Holding Space When the World Feels Unbearable
I want to acknowledge what many of us are feeling right now: exhaustion, grief, rage, and overwhelm—not just from the emotional labor of supporting others, but from living in a world that is increasingly hard to witness and survive.
This moment is heavy. We’re sitting with people who are asking: What’s the point? How do I stay connected when everything feels broken? And we’re holding space for them while navigating our own fear, anger, and fatigue. That’s not a sign of weakness—it’s a testament to our humanity.
None of us are meant to carry this alone. I want to offer not just validation, but a few reflections on how we might accompany others—and ourselves—through times like this.
Right now, what many people need most isn’t a technique or strategy. It’s presence. Permission to speak the unspeakable. It’s important that we resist the urge to immediately reframe or search for silver linings, especially when people are naming systemic harm, grief, or existential pain. Traditional CBT tools—however well-intentioned—can sometimes land as dismissive or even gaslighting in these moments. What people need isn’t to be told their thoughts are distorted, but rather to have someone say: I believe you. It makes sense.
Despair, numbness, rage—these aren’t symptoms to be fixed. They’re human responses to injustice and overwhelm. When we say, “It makes sense that you’re exhausted. You’re carrying your own pain while witnessing so much suffering,” we help people feel seen—rather than managed. That alone can be healing.
From this place of validation, we can gently invite exploration of what still matters. Rather than forced optimism, we can bring care and curiosity. Instead of asking, “What are you grateful for?” we might ask, “What do you want to protect?” Instead of, “How do you stay hopeful?” we might ask, “What tethers you to life, even now?” Even in the darkest moments, people often hold connections to meaning—relationships, resistance, creativity, community. These aren’t solutions. They’re threads.
Some may find strength in mutual aid, protest, creative expression, mentoring others, or reclaiming joy—especially when joy itself is a form of resistance. We can remind them: Your pain is a sign that you care. And that capacity to care is part of what we’re fighting to preserve.
Healing doesn’t always have to be transformative. Sometimes it’s going outside and looking for rocks for hours. Texting a friend just to say, I’m thinking of you. Sitting in the grass watching ants crawl. Letting the sun touch your face. Petting a dog. Tuning in to your senses—what you see, hear, feel, smell—when the world feels too big. And yes, sometimes it means logging off. (Yes, I know this is a message shared online.) We may want to stay informed, but there’s a line between awareness and overwhelm. It’s okay—essential, even—to choose presence over doomscrolling, to choose your nervous system over the algorithm. Connection—with others and with ourselves—is a form of resistance too.
Sometimes, values work or narrative reflection can help ground us, too. Rather than redirecting pain, they can help us make meaning. Who do you want to be in this chaos? What kind of story are you telling with your life? Parts work can give voice to the overwhelmed part, and the one still holding on.
We can hold complexity. You can feel hopeless and still get up in the morning. You can feel despair and still want to laugh. You don’t have to believe things will get better to be someone who still tries. Sometimes, we don’t get to “good.” We just get to okay. And that, too, is a kind of healing—a quiet, stubborn aliveness.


TASK TO COMPLETE
Each entry below is to be given again word for word, with no pictures.

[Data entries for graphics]
*** Block opens ***
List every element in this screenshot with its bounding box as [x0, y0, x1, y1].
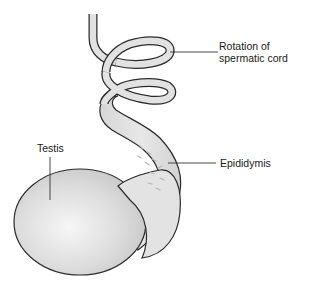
cord-label-line1: Rotation of: [219, 40, 288, 52]
testis-label: Testis: [37, 142, 64, 154]
cord-label-line2: spermatic cord: [219, 52, 288, 64]
epididymis-label: Epididymis: [220, 157, 271, 169]
cord-label: Rotation of spermatic cord: [219, 40, 288, 64]
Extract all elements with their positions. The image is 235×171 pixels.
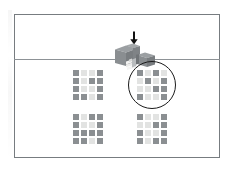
grid-cell-dark — [96, 69, 104, 77]
grid-cell-dark — [96, 77, 104, 85]
grid-cell-dark — [88, 77, 96, 85]
grid-cell-light — [88, 85, 96, 93]
grid-cell-light — [88, 69, 96, 77]
grid-cell-dark — [72, 121, 80, 129]
grid-cell-light — [80, 77, 88, 85]
grid-cell-light — [144, 121, 152, 129]
grid-cell-light — [144, 129, 152, 137]
option-b[interactable] — [136, 69, 168, 101]
grid-cell-dark — [72, 77, 80, 85]
grid-cell-dark — [80, 137, 88, 145]
figure-root — [0, 0, 235, 171]
grid-cell-light — [144, 69, 152, 77]
grid-cell-light — [136, 121, 144, 129]
stimulus-panel — [15, 15, 219, 59]
options-panel — [15, 60, 219, 157]
grid-cell-dark — [160, 121, 168, 129]
grid-cell-dark — [72, 93, 80, 101]
grid-cell-dark — [136, 93, 144, 101]
grid-cell-dark — [96, 129, 104, 137]
grid-cell-light — [80, 85, 88, 93]
grid-cell-light — [136, 77, 144, 85]
grid-cell-dark — [96, 121, 104, 129]
grid-cell-dark — [136, 69, 144, 77]
grid-cell-light — [144, 85, 152, 93]
grid-cell-dark — [136, 129, 144, 137]
grid-cell-dark — [72, 129, 80, 137]
option-c[interactable] — [72, 113, 104, 145]
grid-cell-dark — [160, 113, 168, 121]
grid-cell-light — [88, 121, 96, 129]
grid-cell-dark — [152, 137, 160, 145]
grid-cell-light — [144, 93, 152, 101]
grid-cell-light — [152, 93, 160, 101]
grid-cell-dark — [136, 137, 144, 145]
grid-cell-light — [152, 113, 160, 121]
option-a[interactable] — [72, 69, 104, 101]
option-a-grid — [72, 69, 104, 101]
grid-cell-light — [144, 137, 152, 145]
option-d-grid — [136, 113, 168, 145]
grid-cell-light — [152, 129, 160, 137]
grid-cell-dark — [72, 85, 80, 93]
scan-edge-artifact — [8, 10, 12, 160]
grid-cell-light — [152, 77, 160, 85]
grid-cell-dark — [96, 85, 104, 93]
grid-cell-dark — [160, 77, 168, 85]
grid-cell-dark — [136, 113, 144, 121]
grid-cell-dark — [72, 113, 80, 121]
grid-cell-dark — [88, 129, 96, 137]
grid-cell-dark — [88, 113, 96, 121]
option-d[interactable] — [136, 113, 168, 145]
grid-cell-dark — [160, 93, 168, 101]
grid-cell-dark — [72, 137, 80, 145]
grid-cell-dark — [160, 85, 168, 93]
grid-cell-dark — [96, 113, 104, 121]
grid-cell-dark — [152, 121, 160, 129]
grid-cell-light — [80, 69, 88, 77]
grid-cell-dark — [160, 137, 168, 145]
grid-cell-dark — [144, 77, 152, 85]
grid-cell-dark — [96, 137, 104, 145]
grid-cell-dark — [152, 85, 160, 93]
grid-cell-dark — [152, 69, 160, 77]
grid-cell-light — [80, 113, 88, 121]
grid-cell-dark — [72, 69, 80, 77]
option-c-grid — [72, 113, 104, 145]
grid-cell-dark — [80, 129, 88, 137]
grid-cell-dark — [160, 129, 168, 137]
grid-cell-dark — [96, 93, 104, 101]
grid-cell-dark — [80, 93, 88, 101]
grid-cell-light — [88, 93, 96, 101]
grid-cell-light — [160, 69, 168, 77]
option-b-grid — [136, 69, 168, 101]
grid-cell-light — [88, 137, 96, 145]
grid-cell-light — [80, 121, 88, 129]
grid-cell-light — [136, 85, 144, 93]
grid-cell-light — [144, 113, 152, 121]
*** Block closes ***
RESULT BELOW
List every element in this screenshot with its bounding box as [x0, y0, x1, y1].
cord-label-line1: Rotation of: [219, 40, 288, 52]
testis-label: Testis: [37, 142, 64, 154]
cord-label-line2: spermatic cord: [219, 52, 288, 64]
epididymis-label: Epididymis: [220, 157, 271, 169]
cord-label: Rotation of spermatic cord: [219, 40, 288, 64]
Extract all elements with their positions. The image is 235×171 pixels.
grid-cell-dark — [96, 69, 104, 77]
grid-cell-dark — [96, 77, 104, 85]
grid-cell-dark — [88, 77, 96, 85]
grid-cell-light — [88, 85, 96, 93]
grid-cell-light — [88, 69, 96, 77]
grid-cell-dark — [72, 121, 80, 129]
grid-cell-light — [80, 77, 88, 85]
grid-cell-light — [144, 121, 152, 129]
grid-cell-light — [144, 129, 152, 137]
option-b[interactable] — [136, 69, 168, 101]
grid-cell-dark — [72, 77, 80, 85]
grid-cell-dark — [80, 137, 88, 145]
figure-root — [0, 0, 235, 171]
grid-cell-light — [144, 69, 152, 77]
grid-cell-light — [136, 121, 144, 129]
stimulus-panel — [15, 15, 219, 59]
options-panel — [15, 60, 219, 157]
grid-cell-dark — [160, 121, 168, 129]
grid-cell-dark — [72, 93, 80, 101]
grid-cell-dark — [136, 93, 144, 101]
grid-cell-dark — [96, 129, 104, 137]
grid-cell-light — [80, 85, 88, 93]
grid-cell-light — [136, 77, 144, 85]
grid-cell-dark — [96, 121, 104, 129]
grid-cell-dark — [136, 69, 144, 77]
grid-cell-light — [144, 85, 152, 93]
grid-cell-dark — [136, 129, 144, 137]
grid-cell-dark — [72, 129, 80, 137]
option-c[interactable] — [72, 113, 104, 145]
grid-cell-dark — [160, 113, 168, 121]
grid-cell-light — [88, 121, 96, 129]
grid-cell-dark — [152, 137, 160, 145]
grid-cell-light — [144, 93, 152, 101]
grid-cell-light — [152, 93, 160, 101]
grid-cell-dark — [136, 137, 144, 145]
grid-cell-light — [152, 113, 160, 121]
option-a[interactable] — [72, 69, 104, 101]
option-a-grid — [72, 69, 104, 101]
grid-cell-light — [144, 137, 152, 145]
option-d-grid — [136, 113, 168, 145]
grid-cell-light — [152, 129, 160, 137]
grid-cell-dark — [72, 85, 80, 93]
scan-edge-artifact — [8, 10, 12, 160]
grid-cell-light — [152, 77, 160, 85]
grid-cell-dark — [96, 85, 104, 93]
grid-cell-dark — [160, 77, 168, 85]
grid-cell-dark — [136, 113, 144, 121]
grid-cell-dark — [72, 113, 80, 121]
grid-cell-dark — [88, 129, 96, 137]
grid-cell-dark — [88, 113, 96, 121]
option-d[interactable] — [136, 113, 168, 145]
grid-cell-dark — [160, 93, 168, 101]
grid-cell-dark — [72, 137, 80, 145]
grid-cell-dark — [160, 85, 168, 93]
grid-cell-dark — [96, 113, 104, 121]
grid-cell-dark — [152, 121, 160, 129]
grid-cell-light — [80, 69, 88, 77]
grid-cell-dark — [160, 137, 168, 145]
grid-cell-dark — [144, 77, 152, 85]
grid-cell-dark — [96, 137, 104, 145]
grid-cell-dark — [152, 85, 160, 93]
grid-cell-dark — [152, 69, 160, 77]
grid-cell-light — [80, 113, 88, 121]
grid-cell-dark — [72, 69, 80, 77]
option-c-grid — [72, 113, 104, 145]
grid-cell-dark — [80, 129, 88, 137]
grid-cell-dark — [160, 129, 168, 137]
grid-cell-dark — [96, 93, 104, 101]
grid-cell-dark — [80, 93, 88, 101]
grid-cell-light — [88, 93, 96, 101]
grid-cell-light — [160, 69, 168, 77]
option-b-grid — [136, 69, 168, 101]
grid-cell-light — [88, 137, 96, 145]
grid-cell-light — [80, 121, 88, 129]
grid-cell-light — [136, 85, 144, 93]
grid-cell-light — [144, 113, 152, 121]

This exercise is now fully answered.